Issue
59
Chain Reactions

- Director:Alexandre O. Philippe|
- Screenwriter:Alexandre O. Philippe|
- Distributor:Dark Sky Films|
- Year:2025
The challenge in making a documentary about a movie is accomplishing more than simply making people want to watch said movie.
When the film in question is The Texas Chain Saw Massacre, that’s an especially tall order. Tobe Hooper’s endlessly influential proto-slasher has been written about, analyzed, and dissected to death in the half-century since it was loosed onto the world, and yet it’s a testament to the house that Leatherface built that there’s still more to be said about it. It’s also a testament to documentarian/essayist Alexandre O. Philippe, whose engaging Chain Reactions succeeds in offering new perspectives on an old saw.
The setup couldn’t be more straightforward: five interviewees offer their thoughts on the film, with one chapter devoted to each and no cross-cutting between their segments. The subjects are actor Patton Oswalt, Japanese horror luminary Takashi Miike, Australian film critic Alexandra Heller-Nicholas, author Stephen King, and filmmaker Karyn Kusama, whose own resume includes the excellent (and underseen) psychological thriller The Invitation. Miike and Heller-Nicholas’ insights prove to be the most compelling, largely because of their international frames of reference on a uniquely American work of art.
Though it will be news to fans of Audition and Ichi the Killer that Miike “originally didn’t enjoy horror movies,” the story of his serendipitous first viewing of Chain Saw is truly a butterfly-effect moment. How many subsequent classics wouldn't exist if Hooper’s shoestring all-timer had never been made?
“Up until that point, movies had been something safe,” Miike adds of his experience seeing the film at 15. “For the first time, I felt that movies could be something dangerous.” (Anyone who’s seen his own work would agree, just as it’s difficult to take issue with Oswalt’s claim that The Texas Chain Saw Massacre is the “great movie title ever” — simply saying it aloud, he adds, feels like chewing on flesh.) That’s partly because Japanese horror is largely rooted in folklore, which has an established internal logic, whereas Leatherface’s exploits have none. There’s something desolate, even nihilistic, about Chain Saw that makes emerging from your first viewing of it especially fraught.
Most of Philippe’s prior work has likewise been about movies. 78/52 examines Psycho’s infamous shower scene, Lynch/Oz explores The Wizard of Oz’s influence on David Lynch, and the title of Kim Novak’s Vertigo, which premiered at the Venice Film Festival earlier this month, tells you everything you need to know about it. He doesn’t interject via voiceover or title cards, instead letting his subjects speak for themselves, but you get the sense that he’s also speaking through them.
Chain Reactions succeeds in offering new perspectives on an old saw.
There’s a kind of hangout quality to Chain Reactions, which has the easy feeling of a group of cinephiles gushing over a film that deserves nothing less, but there’s no shortage of insight. Take Heller-Nicholas’ observation that, growing up in Australia, the movie was the province of “friends’ older brothers” insofar as it was “very gendered and very forbidden for little girls.” But because she first saw it on a worn-out VHS tape that made the Texas landscape appear like that of Australia, she connected to it on a deeper level than she might have if she’d seen it on a pristine 16mm print.
Unspoken in this celebration is a sense of loss, however, as the often happenstance manner in which so many first discovered The Texas Chain Saw Massacre is increasingly rare. When nearly everything is instantly available to stream, there’s less opportunity for hard-to-find movies’ reputations to precede them while you wait for one of those scratchy VHS tapes to come back in stock at your local video store. Heller-Nicholas remembers hearing about the film long before she had a chance to watch it, giving it the feel of “something that you weren’t meant to see.” As great as recent classics like The Witch and Talk to Me might be, none of them evoke that same sense of danger.
Upon first seeing the abattoir of a house where most of the film takes place, one of the soon-to-be victims says it “looks like something out of a dream.” Fifty years later, that dream has been shared by countless viewers — only some of whom consider it a nightmare.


◆ **TASK DETAILS**
Return every record below exactly; leave out the images.
------------
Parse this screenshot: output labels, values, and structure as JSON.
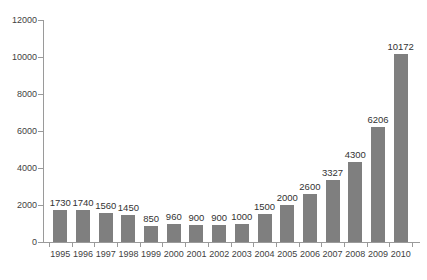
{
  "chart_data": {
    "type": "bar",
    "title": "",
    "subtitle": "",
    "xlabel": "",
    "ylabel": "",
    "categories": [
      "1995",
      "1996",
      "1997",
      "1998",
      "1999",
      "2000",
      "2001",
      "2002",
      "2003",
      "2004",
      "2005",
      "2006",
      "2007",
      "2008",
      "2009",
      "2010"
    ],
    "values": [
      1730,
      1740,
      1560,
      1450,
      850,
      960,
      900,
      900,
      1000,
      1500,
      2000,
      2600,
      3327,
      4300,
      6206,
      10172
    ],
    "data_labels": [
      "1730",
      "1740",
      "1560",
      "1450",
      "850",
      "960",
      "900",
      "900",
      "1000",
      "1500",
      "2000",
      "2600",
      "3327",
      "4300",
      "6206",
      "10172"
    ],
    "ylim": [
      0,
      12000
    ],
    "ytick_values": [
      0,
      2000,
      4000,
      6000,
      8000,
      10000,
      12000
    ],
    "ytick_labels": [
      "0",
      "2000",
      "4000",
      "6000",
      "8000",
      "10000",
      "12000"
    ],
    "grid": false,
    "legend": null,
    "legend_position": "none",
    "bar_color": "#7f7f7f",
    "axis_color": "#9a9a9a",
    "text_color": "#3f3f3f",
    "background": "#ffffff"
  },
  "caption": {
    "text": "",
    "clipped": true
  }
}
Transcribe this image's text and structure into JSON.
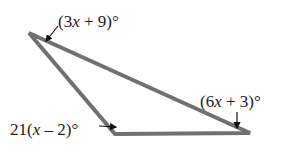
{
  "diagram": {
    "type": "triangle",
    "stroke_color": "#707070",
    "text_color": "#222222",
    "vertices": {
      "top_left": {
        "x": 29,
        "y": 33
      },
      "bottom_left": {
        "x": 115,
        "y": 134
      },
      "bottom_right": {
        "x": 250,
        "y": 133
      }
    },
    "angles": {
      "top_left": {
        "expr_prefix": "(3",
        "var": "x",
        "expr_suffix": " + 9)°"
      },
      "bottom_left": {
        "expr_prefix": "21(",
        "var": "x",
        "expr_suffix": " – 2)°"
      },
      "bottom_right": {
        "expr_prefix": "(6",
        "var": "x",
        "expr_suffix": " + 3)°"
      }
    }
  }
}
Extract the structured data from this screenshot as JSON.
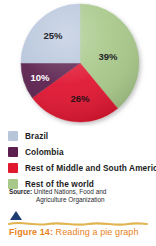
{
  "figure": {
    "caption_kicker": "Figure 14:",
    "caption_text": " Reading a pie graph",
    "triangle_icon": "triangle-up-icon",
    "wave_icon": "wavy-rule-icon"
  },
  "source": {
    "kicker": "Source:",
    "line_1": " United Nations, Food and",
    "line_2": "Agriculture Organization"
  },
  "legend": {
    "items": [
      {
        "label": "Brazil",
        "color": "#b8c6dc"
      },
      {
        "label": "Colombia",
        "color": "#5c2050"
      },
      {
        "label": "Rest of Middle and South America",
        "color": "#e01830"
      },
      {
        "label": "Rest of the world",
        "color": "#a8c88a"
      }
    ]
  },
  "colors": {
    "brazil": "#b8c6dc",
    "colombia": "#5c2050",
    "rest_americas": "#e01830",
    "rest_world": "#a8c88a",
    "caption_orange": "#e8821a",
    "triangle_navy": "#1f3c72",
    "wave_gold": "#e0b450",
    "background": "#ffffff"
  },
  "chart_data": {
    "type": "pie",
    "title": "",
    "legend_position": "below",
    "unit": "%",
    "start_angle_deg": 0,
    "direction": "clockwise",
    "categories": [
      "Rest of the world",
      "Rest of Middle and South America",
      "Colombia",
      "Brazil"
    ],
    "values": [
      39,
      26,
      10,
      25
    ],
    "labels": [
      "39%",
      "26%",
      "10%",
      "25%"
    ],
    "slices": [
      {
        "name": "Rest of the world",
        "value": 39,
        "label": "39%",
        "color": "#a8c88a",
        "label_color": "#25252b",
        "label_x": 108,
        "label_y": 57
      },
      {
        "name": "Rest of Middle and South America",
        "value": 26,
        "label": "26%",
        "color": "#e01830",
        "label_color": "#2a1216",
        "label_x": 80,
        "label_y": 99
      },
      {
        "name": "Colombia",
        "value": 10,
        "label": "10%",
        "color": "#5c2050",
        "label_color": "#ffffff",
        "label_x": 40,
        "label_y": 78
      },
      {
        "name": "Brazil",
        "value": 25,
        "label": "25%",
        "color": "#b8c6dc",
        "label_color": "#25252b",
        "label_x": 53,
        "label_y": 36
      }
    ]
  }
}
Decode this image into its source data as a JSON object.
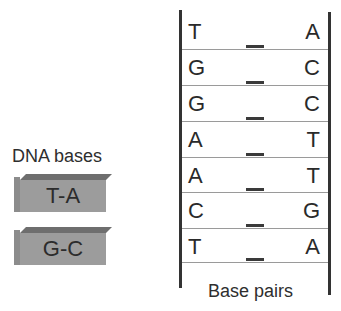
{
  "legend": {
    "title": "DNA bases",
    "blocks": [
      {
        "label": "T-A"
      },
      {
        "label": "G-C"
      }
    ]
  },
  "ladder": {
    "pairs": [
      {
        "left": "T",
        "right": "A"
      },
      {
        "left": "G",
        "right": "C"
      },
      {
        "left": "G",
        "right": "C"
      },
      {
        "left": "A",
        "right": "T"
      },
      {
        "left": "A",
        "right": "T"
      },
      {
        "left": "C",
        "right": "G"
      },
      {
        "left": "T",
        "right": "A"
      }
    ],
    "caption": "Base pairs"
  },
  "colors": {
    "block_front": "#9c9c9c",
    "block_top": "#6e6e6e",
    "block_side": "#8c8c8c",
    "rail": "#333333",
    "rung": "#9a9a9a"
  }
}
------------
◆ **EXERCISE RESPONSE**
Parse this screenshot: output labels, values, and structure as JSON.
{
  "chart_data": {
    "type": "bar",
    "title": "",
    "subtitle": "",
    "xlabel": "",
    "ylabel": "",
    "categories": [
      "1995",
      "1996",
      "1997",
      "1998",
      "1999",
      "2000",
      "2001",
      "2002",
      "2003",
      "2004",
      "2005",
      "2006",
      "2007",
      "2008",
      "2009",
      "2010"
    ],
    "values": [
      1730,
      1740,
      1560,
      1450,
      850,
      960,
      900,
      900,
      1000,
      1500,
      2000,
      2600,
      3327,
      4300,
      6206,
      10172
    ],
    "data_labels": [
      "1730",
      "1740",
      "1560",
      "1450",
      "850",
      "960",
      "900",
      "900",
      "1000",
      "1500",
      "2000",
      "2600",
      "3327",
      "4300",
      "6206",
      "10172"
    ],
    "ylim": [
      0,
      12000
    ],
    "ytick_values": [
      0,
      2000,
      4000,
      6000,
      8000,
      10000,
      12000
    ],
    "ytick_labels": [
      "0",
      "2000",
      "4000",
      "6000",
      "8000",
      "10000",
      "12000"
    ],
    "grid": false,
    "legend": null,
    "legend_position": "none",
    "bar_color": "#7f7f7f",
    "axis_color": "#9a9a9a",
    "text_color": "#3f3f3f",
    "background": "#ffffff"
  },
  "caption": {
    "text": "",
    "clipped": true
  }
}
Transcribe this image's text and structure into JSON.
{
  "diagram": {
    "type": "triangle",
    "stroke_color": "#707070",
    "text_color": "#222222",
    "vertices": {
      "top_left": {
        "x": 29,
        "y": 33
      },
      "bottom_left": {
        "x": 115,
        "y": 134
      },
      "bottom_right": {
        "x": 250,
        "y": 133
      }
    },
    "angles": {
      "top_left": {
        "expr_prefix": "(3",
        "var": "x",
        "expr_suffix": " + 9)°"
      },
      "bottom_left": {
        "expr_prefix": "21(",
        "var": "x",
        "expr_suffix": " – 2)°"
      },
      "bottom_right": {
        "expr_prefix": "(6",
        "var": "x",
        "expr_suffix": " + 3)°"
      }
    }
  }
}
Extract the structured data from this screenshot as JSON.
{
  "figure": {
    "caption_kicker": "Figure 14:",
    "caption_text": " Reading a pie graph",
    "triangle_icon": "triangle-up-icon",
    "wave_icon": "wavy-rule-icon"
  },
  "source": {
    "kicker": "Source:",
    "line_1": " United Nations, Food and",
    "line_2": "Agriculture Organization"
  },
  "legend": {
    "items": [
      {
        "label": "Brazil",
        "color": "#b8c6dc"
      },
      {
        "label": "Colombia",
        "color": "#5c2050"
      },
      {
        "label": "Rest of Middle and South America",
        "color": "#e01830"
      },
      {
        "label": "Rest of the world",
        "color": "#a8c88a"
      }
    ]
  },
  "colors": {
    "brazil": "#b8c6dc",
    "colombia": "#5c2050",
    "rest_americas": "#e01830",
    "rest_world": "#a8c88a",
    "caption_orange": "#e8821a",
    "triangle_navy": "#1f3c72",
    "wave_gold": "#e0b450",
    "background": "#ffffff"
  },
  "chart_data": {
    "type": "pie",
    "title": "",
    "legend_position": "below",
    "unit": "%",
    "start_angle_deg": 0,
    "direction": "clockwise",
    "categories": [
      "Rest of the world",
      "Rest of Middle and South America",
      "Colombia",
      "Brazil"
    ],
    "values": [
      39,
      26,
      10,
      25
    ],
    "labels": [
      "39%",
      "26%",
      "10%",
      "25%"
    ],
    "slices": [
      {
        "name": "Rest of the world",
        "value": 39,
        "label": "39%",
        "color": "#a8c88a",
        "label_color": "#25252b",
        "label_x": 108,
        "label_y": 57
      },
      {
        "name": "Rest of Middle and South America",
        "value": 26,
        "label": "26%",
        "color": "#e01830",
        "label_color": "#2a1216",
        "label_x": 80,
        "label_y": 99
      },
      {
        "name": "Colombia",
        "value": 10,
        "label": "10%",
        "color": "#5c2050",
        "label_color": "#ffffff",
        "label_x": 40,
        "label_y": 78
      },
      {
        "name": "Brazil",
        "value": 25,
        "label": "25%",
        "color": "#b8c6dc",
        "label_color": "#25252b",
        "label_x": 53,
        "label_y": 36
      }
    ]
  }
}
Decode this image into its source data as a JSON object.
{
  "legend": {
    "title": "DNA bases",
    "blocks": [
      {
        "label": "T-A"
      },
      {
        "label": "G-C"
      }
    ]
  },
  "ladder": {
    "pairs": [
      {
        "left": "T",
        "right": "A"
      },
      {
        "left": "G",
        "right": "C"
      },
      {
        "left": "G",
        "right": "C"
      },
      {
        "left": "A",
        "right": "T"
      },
      {
        "left": "A",
        "right": "T"
      },
      {
        "left": "C",
        "right": "G"
      },
      {
        "left": "T",
        "right": "A"
      }
    ],
    "caption": "Base pairs"
  },
  "colors": {
    "block_front": "#9c9c9c",
    "block_top": "#6e6e6e",
    "block_side": "#8c8c8c",
    "rail": "#333333",
    "rung": "#9a9a9a"
  }
}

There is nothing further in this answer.